They say it was remarkable, in every way, the whole world, but I never knew it.
They say it was called the Blue Planet, but I never saw it. I gaze upon it now but it’s not any blue I’ve ever known, only shades of brown and grey. It has a beauty of its own if you can see the beauty in scarred and broken things.
With each passing year the brown is lighter, the scars less deep and the atmosphere a little clearer.
They say one day it will be blue again, but I won’t be here to see it. They say without us it will thrive and I believe them. But they say a lot of things up here.
Up here is the only home I have ever known, here in this metal ark, patiently orbiting the earth with the hope of a race that ran out of time. It is in this tight confinement that I feel the punishment forced upon me by my ancestors of long ago, a punishment I don’t deserve for an act I did not commit.
I feel trapped in its loneliness, the darkness of space pressing in against me, keeping me waiting.
Yet, my home is a hopeful place, a place where we wait for a time when we can return to our precious planet below.
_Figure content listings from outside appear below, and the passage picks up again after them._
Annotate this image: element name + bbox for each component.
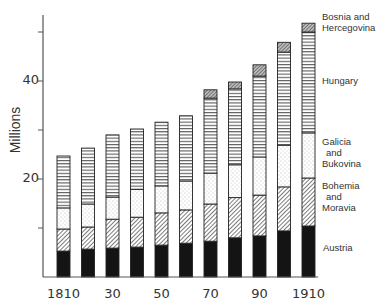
- segment-galicia-and-bukovina: [131, 189, 144, 217]
- segment-hungary: [82, 148, 95, 204]
- segment-galicia-and-bukovina: [302, 133, 315, 178]
- segment-austria: [180, 243, 193, 277]
- segment-hungary: [253, 76, 266, 157]
- bar-1840: [131, 129, 144, 277]
- legend-bohemia: Bohemia and Moravia: [322, 180, 362, 213]
- legend-galicia: Galicia and Bukovina: [322, 136, 362, 169]
- x-tick-label: 70: [202, 286, 219, 301]
- segment-hungary: [302, 32, 315, 133]
- bar-1820: [82, 148, 95, 277]
- segment-hungary: [278, 52, 291, 145]
- bar-1880: [229, 82, 242, 277]
- segment-bohemia-and-moravia: [229, 198, 242, 238]
- segment-galicia-and-bukovina: [57, 208, 70, 229]
- bar-1910: [302, 23, 315, 277]
- segment-bohemia-and-moravia: [180, 210, 193, 243]
- segment-galicia-and-bukovina: [204, 173, 217, 204]
- y-axis-label: Millions: [7, 107, 23, 154]
- segment-austria: [131, 247, 144, 277]
- segment-galicia-and-bukovina: [253, 157, 266, 195]
- segment-galicia-and-bukovina: [82, 204, 95, 227]
- bar-1860: [180, 116, 193, 277]
- segment-hungary: [180, 116, 193, 181]
- segment-austria: [155, 245, 168, 277]
- segment-bosnia-and-hercegovina: [229, 82, 242, 89]
- x-tick-label: 1810: [47, 286, 80, 301]
- segment-bohemia-and-moravia: [278, 187, 291, 231]
- segment-bohemia-and-moravia: [155, 213, 168, 245]
- segment-hungary: [155, 122, 168, 186]
- segment-bohemia-and-moravia: [106, 219, 119, 248]
- bar-1890: [253, 65, 266, 277]
- x-tick-label: 50: [153, 286, 170, 301]
- segment-austria: [106, 248, 119, 277]
- segment-hungary: [106, 135, 119, 197]
- segment-bohemia-and-moravia: [204, 204, 217, 241]
- y-tick-label-20: 20: [22, 170, 39, 185]
- y-axis: [38, 15, 43, 277]
- segment-bohemia-and-moravia: [131, 217, 144, 247]
- bar-1830: [106, 135, 119, 277]
- segment-bosnia-and-hercegovina: [253, 65, 266, 76]
- segment-austria: [302, 226, 315, 277]
- segment-hungary: [204, 98, 217, 173]
- legend: Bosnia and Hercegovina Hungary Galicia a…: [322, 11, 376, 253]
- segment-bohemia-and-moravia: [253, 195, 266, 236]
- segment-galicia-and-bukovina: [155, 186, 168, 213]
- bar-1900: [278, 42, 291, 277]
- segment-austria: [278, 231, 291, 277]
- x-tick-label: 30: [104, 286, 121, 301]
- legend-bosnia: Bosnia and Hercegovina: [322, 11, 376, 33]
- bar-1850: [155, 122, 168, 277]
- segment-galicia-and-bukovina: [180, 181, 193, 210]
- stacked-bar-chart: 40 20 Millions 1810305070901910 Bosnia a…: [0, 0, 382, 306]
- segment-hungary: [131, 129, 144, 189]
- segment-austria: [204, 241, 217, 277]
- bar-1810: [57, 156, 70, 277]
- y-tick-label-40: 40: [22, 72, 39, 87]
- segment-austria: [253, 236, 266, 277]
- segment-bohemia-and-moravia: [57, 229, 70, 251]
- segment-galicia-and-bukovina: [278, 145, 291, 187]
- segment-bohemia-and-moravia: [302, 178, 315, 226]
- segment-bosnia-and-hercegovina: [278, 42, 291, 52]
- x-tick-label: 1910: [292, 286, 325, 301]
- segment-austria: [57, 251, 70, 277]
- bar-1870: [204, 90, 217, 277]
- legend-austria: Austria: [323, 242, 353, 253]
- segment-hungary: [229, 89, 242, 165]
- segment-bohemia-and-moravia: [82, 227, 95, 249]
- x-tick-label: 90: [251, 286, 268, 301]
- bars-group: [57, 23, 315, 277]
- segment-bosnia-and-hercegovina: [302, 23, 315, 32]
- legend-hungary: Hungary: [322, 75, 358, 86]
- segment-austria: [82, 249, 95, 277]
- segment-galicia-and-bukovina: [229, 165, 242, 198]
- segment-bosnia-and-hercegovina: [204, 90, 217, 98]
- segment-austria: [229, 238, 242, 277]
- segment-galicia-and-bukovina: [106, 197, 119, 219]
- segment-hungary: [57, 156, 70, 208]
- x-tick-labels: 1810305070901910: [47, 286, 325, 301]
As it orbits beneath us, it takes its time. I can only dream of a time when I can swim in its oceans and run through its forests. To have my feet planted firmly beneath me, I pretend to know what that would be like.
I pretend I’ve lived a thousand lives there and that I know all there is to know about my planet below, how ridiculous I am.
Daily, I gaze upon the planet I will never know, will never call home, and yet I still have a longing for it, I’m drawn to it as though it is still part of me, and my heart beats with its pulse. There is an instinct, an unconscious pull that calls to me through the dark of space. I feel it hum as it heals. I will it to heal faster so I can return to the place of my ancestors. I urge it, plead, beg, promise, and scream silently into the night. Does it hear me? Does it feel like a piece of itself missing like I do?

We are the punished, searching for redemption from an ancient debt, a debt not of our making but ours to pay. Yes, we are the punished, but we are also the hopeful. That is what drives us through the darkness: the promise to once again feel the warmth of the sun on our skin, the wind on our face, and to feel the pull of the earth around us. To be a part of what we once were… This chance to go home.
They say we will go home soon.
But they say a lot of things up here.